Sharing data with the community for feedback. After fielding its community survey, the KC MAT still wanted additional context about residents’ challenges and opportunities, so it hosted a data interactive at a neighborhood convention, featuring data from both the Mobility Metrics and the community survey. Local experts guided residents through the data and solicited their interpretations and insights.
Advancing community-informed policy recommendations. The data interactive was immediately followed by a solutions brainstorm and a solutions town hall, where residents reflected on the data and identified solutions. A member of the KC MAT then read the solutions to three senior Kansas City officials during a panel discussion with the residents, where they assessed the feasibility of the proposals and their alignment with existing initiatives. Attorneys from the city took note of residents’ policy proposals and began drafting legislation to advance them.

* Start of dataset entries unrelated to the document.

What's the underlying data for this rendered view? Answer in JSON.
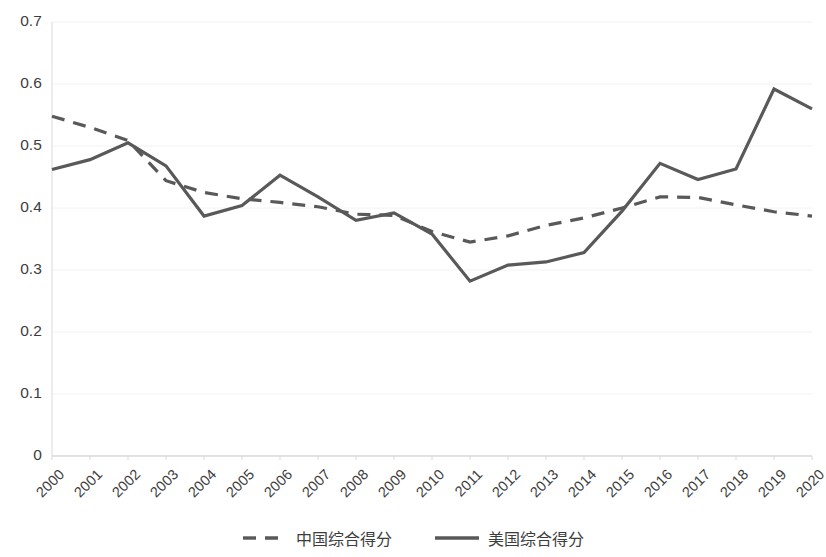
{
  "chart_data": {
    "type": "line",
    "title": "",
    "subtitle": "",
    "xlabel": "",
    "ylabel": "",
    "grid": true,
    "legend_position": "bottom",
    "x": [
      "2000",
      "2001",
      "2002",
      "2003",
      "2004",
      "2005",
      "2006",
      "2007",
      "2008",
      "2009",
      "2010",
      "2011",
      "2012",
      "2013",
      "2014",
      "2015",
      "2016",
      "2017",
      "2018",
      "2019",
      "2020"
    ],
    "categories": [
      "2000",
      "2001",
      "2002",
      "2003",
      "2004",
      "2005",
      "2006",
      "2007",
      "2008",
      "2009",
      "2010",
      "2011",
      "2012",
      "2013",
      "2014",
      "2015",
      "2016",
      "2017",
      "2018",
      "2019",
      "2020"
    ],
    "xlim": [
      2000,
      2020
    ],
    "ylim": [
      0,
      0.7
    ],
    "yticks": [
      0,
      0.1,
      0.2,
      0.3,
      0.4,
      0.5,
      0.6,
      0.7
    ],
    "ytick_labels": [
      "0",
      "0.1",
      "0.2",
      "0.3",
      "0.4",
      "0.5",
      "0.6",
      "0.7"
    ],
    "series": [
      {
        "name": "中国综合得分",
        "style": "dashed",
        "color": "#595959",
        "values": [
          0.548,
          0.53,
          0.509,
          0.444,
          0.425,
          0.415,
          0.409,
          0.402,
          0.39,
          0.388,
          0.362,
          0.345,
          0.355,
          0.372,
          0.384,
          0.4,
          0.418,
          0.417,
          0.405,
          0.394,
          0.387
        ]
      },
      {
        "name": "美国综合得分",
        "style": "solid",
        "color": "#595959",
        "values": [
          0.462,
          0.478,
          0.505,
          0.468,
          0.387,
          0.404,
          0.453,
          0.418,
          0.38,
          0.392,
          0.358,
          0.282,
          0.308,
          0.313,
          0.328,
          0.395,
          0.472,
          0.446,
          0.463,
          0.592,
          0.56
        ]
      }
    ]
  },
  "legend": {
    "items": [
      {
        "label": "中国综合得分",
        "style": "dashed"
      },
      {
        "label": "美国综合得分",
        "style": "solid"
      }
    ]
  },
  "axes": {
    "y_tick_labels": [
      "0.7",
      "0.6",
      "0.5",
      "0.4",
      "0.3",
      "0.2",
      "0.1",
      "0"
    ],
    "x_tick_labels": [
      "2000",
      "2001",
      "2002",
      "2003",
      "2004",
      "2005",
      "2006",
      "2007",
      "2008",
      "2009",
      "2010",
      "2011",
      "2012",
      "2013",
      "2014",
      "2015",
      "2016",
      "2017",
      "2018",
      "2019",
      "2020"
    ]
  },
  "colors": {
    "line": "#595959",
    "grid": "#f2f2f2",
    "axis": "#d9d9d9",
    "text": "#3d3d3d"
  }
}
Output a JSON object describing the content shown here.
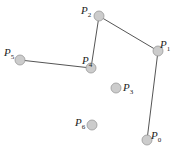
{
  "diagram": {
    "type": "point-polyline",
    "stroke_color": "#555555",
    "point_fill": "#cccccc",
    "point_stroke": "#999999",
    "point_radius": 5,
    "points": [
      {
        "id": "P0",
        "base": "P",
        "sub": "0",
        "x": 147,
        "y": 140,
        "label_x": 151,
        "label_y": 135
      },
      {
        "id": "P1",
        "base": "P",
        "sub": "1",
        "x": 158,
        "y": 51,
        "label_x": 160,
        "label_y": 44
      },
      {
        "id": "P2",
        "base": "P",
        "sub": "2",
        "x": 99,
        "y": 16,
        "label_x": 81,
        "label_y": 10
      },
      {
        "id": "P3",
        "base": "P",
        "sub": "3",
        "x": 116,
        "y": 88,
        "label_x": 123,
        "label_y": 87
      },
      {
        "id": "P4",
        "base": "P",
        "sub": "4",
        "x": 91,
        "y": 68,
        "label_x": 82,
        "label_y": 60
      },
      {
        "id": "P5",
        "base": "P",
        "sub": "5",
        "x": 20,
        "y": 60,
        "label_x": 4,
        "label_y": 52
      },
      {
        "id": "P6",
        "base": "P",
        "sub": "6",
        "x": 92,
        "y": 125,
        "label_x": 75,
        "label_y": 122
      }
    ],
    "polyline": [
      "P0",
      "P1",
      "P2",
      "P4",
      "P5"
    ]
  }
}
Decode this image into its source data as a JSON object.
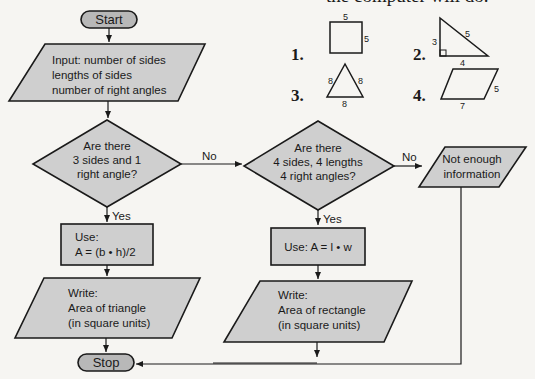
{
  "header": {
    "text": "the computer will do."
  },
  "flowchart": {
    "start": "Start",
    "input": [
      "Input: number of sides",
      "lengths of sides",
      "number of right angles"
    ],
    "decision1": [
      "Are there",
      "3 sides and 1",
      "right angle?"
    ],
    "decision1_no": "No",
    "decision1_yes": "Yes",
    "process1": [
      "Use:",
      "A = (b • h)/2"
    ],
    "output1": [
      "Write:",
      "Area of triangle",
      "(in square units)"
    ],
    "decision2": [
      "Are there",
      "4 sides, 4 lengths",
      "4 right angles?"
    ],
    "decision2_no": "No",
    "decision2_yes": "Yes",
    "process2": "Use: A = l • w",
    "output2": [
      "Write:",
      "Area of rectangle",
      "(in square units)"
    ],
    "output3": [
      "Not enough",
      "information"
    ],
    "stop": "Stop"
  },
  "figures": [
    {
      "number": "1.",
      "shape": "square",
      "labels": [
        "5",
        "5"
      ]
    },
    {
      "number": "2.",
      "shape": "right-triangle",
      "labels": [
        "3",
        "5",
        "4"
      ]
    },
    {
      "number": "3.",
      "shape": "equilateral-triangle",
      "labels": [
        "8",
        "8",
        "8"
      ]
    },
    {
      "number": "4.",
      "shape": "parallelogram",
      "labels": [
        "5",
        "7"
      ]
    }
  ],
  "colors": {
    "shape_fill": "#cfcfcf",
    "terminal_fill": "#b8b8b8",
    "stroke": "#1a1a1a",
    "background": "#f6f5f2"
  }
}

Through a recent two-year $500,000 investment from the City, the policy recommendations raised at the convention are being used to inform an initial set of strategies to boost upward mobility in the Third District.
Lessons Learned
Quantitative data can offer a strong starting point for understanding mobility conditions, but qualitative data are needed too. Developing a local survey and hosting community engagement activities aid in understanding residents’ experiences and priorities, which can be hard to glean from datasets alone.
Residents can engage with data, even if they’re not data experts. At the neighborhood convention, the KC MAT asked residents to provide feedback on quantitative data by asking three simple questions: What resonates with you about this data? What does not resonate with you or conflicts with what you see in your community? What other context needs to be included to help make this information make sense? These questions allow residents to easily engage with and add valuable context to numeric data.
Determine when you have enough data to move forward, then move forward. Perpetually collecting data without acting on it can do more harm than good. Asking, “Do we have enough data to move forward and remain action oriented?” can help ensure local initiatives make progress toward stated goals.